The lorry entered the bend. Heart in my mouth, we followed, and I braced myself for impact, for the ear-shattering bang of exploding types.
But it never came. A low hiss pierced the air, then the screech of brakes, and the shudder of the protesting engine. The lorry rolled over the second stinger. Another hiss, and then it rolled to a stop, gently and utterly disabled.
Fuck. We did it.
There was no time to appreciate the sight of Goon’s hound truck completely incapacitated, though. I glanced at Cash. He met my gaze for a split second, then leapt out of the ditch. I followed, and without looking at each other again, we split. I went for the stinger the lorry had never reached, and he doubled back for the riskier task of retrieving the ones it had.
Don’t look back. Don’t look back.I dashed to the stinger and ripped it from the ground, winding it up as tight as I could before sprinting away. Behind me, I heard cab doors open. Shouting. And a commotion that turned my heart upside down, but I didn’t look back. Couldn’t, because both of us getting caught would leave the gang short-handed for the rest of the day.
I kept running until I reached the rally point we’d agreed on if shit got real. My lungs heaved, and my pulse hammered in my ears. I doubled over, chasing breath that wasn’t there, desperately scanning the horizon.Come on, come on. But Cash didn’t appear. Five minutes passed, and then ten. I dropped to my knees and punched the ground, fury ripping through me. If they’d caught him, there was no doubt in my mind they’d hurt him. Cash was stronger than his young face and slim frame suggested, but the Goon squad were heavy set and mob-handed. They’d brought iron bars to the last—
“The fuck are you doing down there?”
I whirled around. Cash stood behind me, coat torn, face flushed, his eyes bright with adrenaline. “Jesus. You’re a damn ninja.”
He grinned faintly. “I try. Are you okay?”
“Areyou?” I stood and moved quickly to examine him, not giving a single fuck that having my hands all over him wasn’t the norm. Beyond his wrecked coat, there was mud splattered up his back, grass in his hair, and a raised cut on his cheekbone, the mark deepening with every second I stared at him. “What happened?”
Cash shrugged. “I got first stinger up, but the second one was stuck under the back wheels. Some wanker caught me as I was digging it out.”
“Did he hurt you?”
“Walloped me a couple of times, but this ain’t my first rodeo, man.” Cash grinned. “I got the job done.”
He held up the bag he’d had strapped to his back when he’d appeared this morning. “All stingers present and correct.”
It nearly made up for the bruise forming on his face. My fingertips fluttered over it. The urge to kiss him was again so consuming, I almost actually fucking did it, but we weren’t that far from the road. We had to get gone before the Goon squad came looking for us.
Keeping a sharp ear out for activity behind, we legged it back to Cash’s car. He drove two towns out of our way to stash the stingers for him to collect later—he really had thought of everything—then we slipped back onto the camp.
Meg met us at the gate. She seemed unsurprised to see Cash with me, but I didn’t get a chance to wonder why. “Police are coming. Fletch called from the south road. We’re about to get raided.”
It would be the third raid of the year. We kept nothing incriminating on site, so I’d never worried about it, but if our suspicions about a copper joining the hunt were true, anything could happen.
The gang gathered in the centre of the camp. Cash pulled me aside, his usually calm gaze darting around. “You’ve never used stingers before, right?”
“Never.”
He shook his head. “Then I need to scarper. If they take my name and look me up, they’ll put two and two together, and get a feel for what else you’re gonna be capable of moving forward.”
“For real? You’re that loaded, eh?”
There wasn’t time for Cash to explain. He kissed my cheek, his tongue ghosting over my unshaven skin, then he melted away, leaving me to ponder if I’d dreamed our morning of mayhem.
Chapter Twelve
Cash
I paced the living room, phone in hand, my back to the window, as I tried to block out the fact that it was getting dark and I still hadn’t heard from Rae. Damn it, it had beenhourssince I’d left him to face the police. Scooping the stingers and removing my name from the raid had been the right thing to do for his gang, but the sense that I’d abandoned him cut deep.Everythingcut deep—every glance and touch, every moment we’d spent together. And now his absence from my side.
Myabsence from his back when shit was going off.
Heart thumping, I searched hard for the detachment I’d latched onto when I’d convinced myself that I wished I’d never met him. But it wasn’t there. Nothing was, except a searing anxiety that wouldn’t fade until I knew for sure that he was okay.
The front door opened and closed. Lucky came into the living room, raised an eyebrow, and disappeared.
He came back with a first aid kit. “You’re bleeding.”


### Instructions to follow
Without including any pictures, return the records below exactly as written.

### Dataset
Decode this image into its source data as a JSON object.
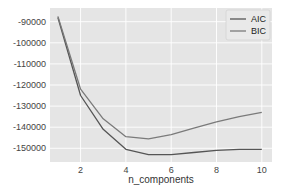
{
  "chart_data": {
    "type": "line",
    "title": "",
    "xlabel": "n_components",
    "ylabel": "",
    "x": [
      1,
      2,
      3,
      4,
      5,
      6,
      7,
      8,
      9,
      10
    ],
    "series": [
      {
        "name": "AIC",
        "color": "#555555",
        "values": [
          -88000,
          -125000,
          -141000,
          -150500,
          -153000,
          -153000,
          -152000,
          -151000,
          -150500,
          -150500
        ]
      },
      {
        "name": "BIC",
        "color": "#7a7a7a",
        "values": [
          -87500,
          -122000,
          -136000,
          -144500,
          -145500,
          -143500,
          -140500,
          -137500,
          -135000,
          -133000
        ]
      }
    ],
    "xticks": [
      2,
      4,
      6,
      8,
      10
    ],
    "yticks": [
      -90000,
      -100000,
      -110000,
      -120000,
      -130000,
      -140000,
      -150000
    ],
    "ytick_labels": [
      "-90000",
      "-100000",
      "-110000",
      "-120000",
      "-130000",
      "-140000",
      "-150000"
    ],
    "xlim": [
      0.65,
      10.45
    ],
    "ylim": [
      -156500,
      -83500
    ],
    "grid": true,
    "legend_position": "upper right",
    "background": "#e5e5e5",
    "grid_color": "#ffffff"
  }
}
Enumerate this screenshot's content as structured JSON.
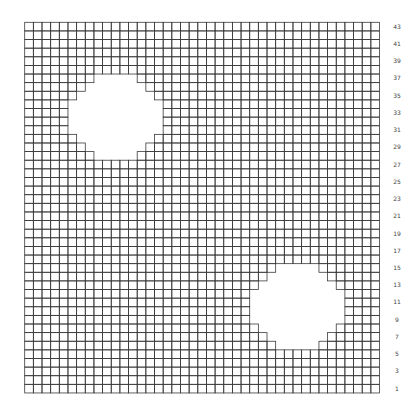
{
  "grid": {
    "columns": 41,
    "rows": 43,
    "origin_x": 24.7,
    "origin_y": 22.3,
    "cell_width": 8.654,
    "cell_height": 8.62,
    "line_color": "#3a3a3a",
    "background": "#ffffff"
  },
  "holes": [
    {
      "name": "upper-left-hole",
      "rows_from_top": [
        {
          "row": 6,
          "from_col": 8,
          "to_col": 12
        },
        {
          "row": 7,
          "from_col": 7,
          "to_col": 13
        },
        {
          "row": 8,
          "from_col": 6,
          "to_col": 14
        },
        {
          "row": 9,
          "from_col": 5,
          "to_col": 15
        },
        {
          "row": 10,
          "from_col": 5,
          "to_col": 15
        },
        {
          "row": 11,
          "from_col": 5,
          "to_col": 15
        },
        {
          "row": 12,
          "from_col": 5,
          "to_col": 15
        },
        {
          "row": 13,
          "from_col": 6,
          "to_col": 14
        },
        {
          "row": 14,
          "from_col": 7,
          "to_col": 13
        },
        {
          "row": 15,
          "from_col": 8,
          "to_col": 12
        }
      ]
    },
    {
      "name": "lower-right-hole",
      "rows_from_top": [
        {
          "row": 28,
          "from_col": 29,
          "to_col": 33
        },
        {
          "row": 29,
          "from_col": 28,
          "to_col": 34
        },
        {
          "row": 30,
          "from_col": 27,
          "to_col": 35
        },
        {
          "row": 31,
          "from_col": 26,
          "to_col": 36
        },
        {
          "row": 32,
          "from_col": 26,
          "to_col": 36
        },
        {
          "row": 33,
          "from_col": 26,
          "to_col": 36
        },
        {
          "row": 34,
          "from_col": 26,
          "to_col": 36
        },
        {
          "row": 35,
          "from_col": 27,
          "to_col": 35
        },
        {
          "row": 36,
          "from_col": 28,
          "to_col": 34
        },
        {
          "row": 37,
          "from_col": 29,
          "to_col": 33
        }
      ]
    }
  ],
  "row_labels": [
    "43",
    "41",
    "39",
    "37",
    "35",
    "33",
    "31",
    "29",
    "27",
    "25",
    "23",
    "21",
    "19",
    "17",
    "15",
    "13",
    "11",
    "9",
    "7",
    "5",
    "3",
    "1"
  ]
}
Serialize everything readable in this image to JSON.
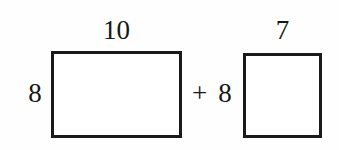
{
  "figure": {
    "background_color": "#fefefe",
    "stroke_color": "#1a1a1a",
    "text_color": "#161616",
    "expression": "10 x 8 + 7 x 8"
  },
  "shapes": [
    {
      "name": "rectangle-1",
      "kind": "rectangle",
      "top_label": "10",
      "left_label": "8",
      "width_units": 10,
      "height_units": 8,
      "filled": false
    },
    {
      "name": "rectangle-2",
      "kind": "square",
      "top_label": "7",
      "left_label": "8",
      "width_units": 7,
      "height_units": 8,
      "filled": false
    }
  ],
  "operator": {
    "symbol": "+",
    "name": "plus"
  }
}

### Solution for this exercise
Decode this image into its source data as a JSON object.
{
  "chart_data": {
    "type": "line",
    "title": "",
    "xlabel": "n_components",
    "ylabel": "",
    "x": [
      1,
      2,
      3,
      4,
      5,
      6,
      7,
      8,
      9,
      10
    ],
    "series": [
      {
        "name": "AIC",
        "color": "#555555",
        "values": [
          -88000,
          -125000,
          -141000,
          -150500,
          -153000,
          -153000,
          -152000,
          -151000,
          -150500,
          -150500
        ]
      },
      {
        "name": "BIC",
        "color": "#7a7a7a",
        "values": [
          -87500,
          -122000,
          -136000,
          -144500,
          -145500,
          -143500,
          -140500,
          -137500,
          -135000,
          -133000
        ]
      }
    ],
    "xticks": [
      2,
      4,
      6,
      8,
      10
    ],
    "yticks": [
      -90000,
      -100000,
      -110000,
      -120000,
      -130000,
      -140000,
      -150000
    ],
    "ytick_labels": [
      "-90000",
      "-100000",
      "-110000",
      "-120000",
      "-130000",
      "-140000",
      "-150000"
    ],
    "xlim": [
      0.65,
      10.45
    ],
    "ylim": [
      -156500,
      -83500
    ],
    "grid": true,
    "legend_position": "upper right",
    "background": "#e5e5e5",
    "grid_color": "#ffffff"
  }
}
Enumerate this screenshot's content as structured JSON.
{
  "grid": {
    "columns": 41,
    "rows": 43,
    "origin_x": 24.7,
    "origin_y": 22.3,
    "cell_width": 8.654,
    "cell_height": 8.62,
    "line_color": "#3a3a3a",
    "background": "#ffffff"
  },
  "holes": [
    {
      "name": "upper-left-hole",
      "rows_from_top": [
        {
          "row": 6,
          "from_col": 8,
          "to_col": 12
        },
        {
          "row": 7,
          "from_col": 7,
          "to_col": 13
        },
        {
          "row": 8,
          "from_col": 6,
          "to_col": 14
        },
        {
          "row": 9,
          "from_col": 5,
          "to_col": 15
        },
        {
          "row": 10,
          "from_col": 5,
          "to_col": 15
        },
        {
          "row": 11,
          "from_col": 5,
          "to_col": 15
        },
        {
          "row": 12,
          "from_col": 5,
          "to_col": 15
        },
        {
          "row": 13,
          "from_col": 6,
          "to_col": 14
        },
        {
          "row": 14,
          "from_col": 7,
          "to_col": 13
        },
        {
          "row": 15,
          "from_col": 8,
          "to_col": 12
        }
      ]
    },
    {
      "name": "lower-right-hole",
      "rows_from_top": [
        {
          "row": 28,
          "from_col": 29,
          "to_col": 33
        },
        {
          "row": 29,
          "from_col": 28,
          "to_col": 34
        },
        {
          "row": 30,
          "from_col": 27,
          "to_col": 35
        },
        {
          "row": 31,
          "from_col": 26,
          "to_col": 36
        },
        {
          "row": 32,
          "from_col": 26,
          "to_col": 36
        },
        {
          "row": 33,
          "from_col": 26,
          "to_col": 36
        },
        {
          "row": 34,
          "from_col": 26,
          "to_col": 36
        },
        {
          "row": 35,
          "from_col": 27,
          "to_col": 35
        },
        {
          "row": 36,
          "from_col": 28,
          "to_col": 34
        },
        {
          "row": 37,
          "from_col": 29,
          "to_col": 33
        }
      ]
    }
  ],
  "row_labels": [
    "43",
    "41",
    "39",
    "37",
    "35",
    "33",
    "31",
    "29",
    "27",
    "25",
    "23",
    "21",
    "19",
    "17",
    "15",
    "13",
    "11",
    "9",
    "7",
    "5",
    "3",
    "1"
  ]
}
Serialize everything readable in this image to JSON.
{
  "figure": {
    "background_color": "#fefefe",
    "stroke_color": "#1a1a1a",
    "text_color": "#161616",
    "expression": "10 x 8 + 7 x 8"
  },
  "shapes": [
    {
      "name": "rectangle-1",
      "kind": "rectangle",
      "top_label": "10",
      "left_label": "8",
      "width_units": 10,
      "height_units": 8,
      "filled": false
    },
    {
      "name": "rectangle-2",
      "kind": "square",
      "top_label": "7",
      "left_label": "8",
      "width_units": 7,
      "height_units": 8,
      "filled": false
    }
  ],
  "operator": {
    "symbol": "+",
    "name": "plus"
  }
}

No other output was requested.